We pay for breast reconstruction after mastectomies for breast cancer. So why can’t women at risk of becoming infertile from the chemotherapy that saves their lives rely on insurance companies to help pay for the treatment to save their fertility?

Veterans Affairs (VA) hospitals in the U.S. may deliver higher quality care than other medical centers but still get lower marks on patient satisfaction, a new study suggests. “The VA certainly looks good on many of these measures, but they definitely have room for improvement regarding the patient experience,” said senior study author Dr. Karl Bilimoria, director of the Surgical Outcomes and Quality Improvement Center at Northwestern University Feinberg School of Medicine in Chicago. “Patients at VA hospitals were less likely to recommend VA hospitals to friends or family than patients at non-VA hospitals,” Bilimoria said.

Side effects from steroids are also possible but rare, according to Dr. Jeffrey Linder of Northwestern University School of Medicine in Chicago. “They include increased blood pressure, increased blood sugar, fluid retention,” he said. “They could be significant for people at risk for diabetes complications and at risk for cardiovascular disease,” said Linder, chief of the division of general internal medicine and geriatrics. Linder, who wasn’t involved in the research, noted that only about one-third of the steroid takers in the study actually got better within two days. “This is a well-done study and again, it is negative. I don’t think patients go to the doctor expecting to get a treatment that is only going to give them a 1 in 3 chance of complete resolution of their symptoms within two days,” he said.

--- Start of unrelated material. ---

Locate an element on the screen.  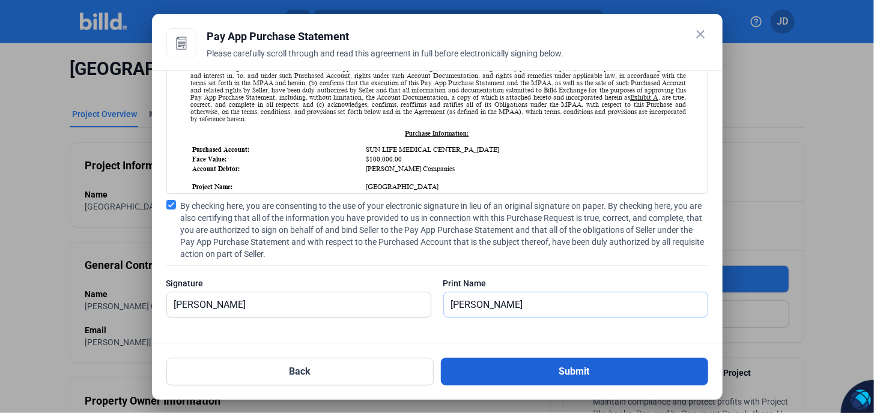
u: Exhibit A is located at coordinates (644, 97).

The guidelines “highlight many, many important similarities much more than it highlights some small differences,” said Dr. Don Lloyd-Jones, a spokesperson for the AHA and a professor of preventive medicine at Northwestern University Feinberg School of Medicine. “Both guidelines start with the same concepts,” he said. “The difference is how they look at the evidence.” “We’ve seen a number of groups in which (the risk calculator) performs extremely well,” said the Heart Association’s Lloyd-Jones. Lloyd-Jones said that the current risk estimator was “a huge step forward” in that it accounts for women and African Americans, who have often been overlooked in large-scale health surveys. The 7.5% threshold used by the AHA is based heavily on clinical trial data, he said. “These risk scores were never intended to be perfect,” Lloyd-Jones said. “They’re there to start a conversation, not to write a prescription.” “The purpose of the ACC/AHA, the purpose of USPSTF is not to create a healthy pharmaceutical industry. It’s to create better care for our patients,” Lloyd-Jones said.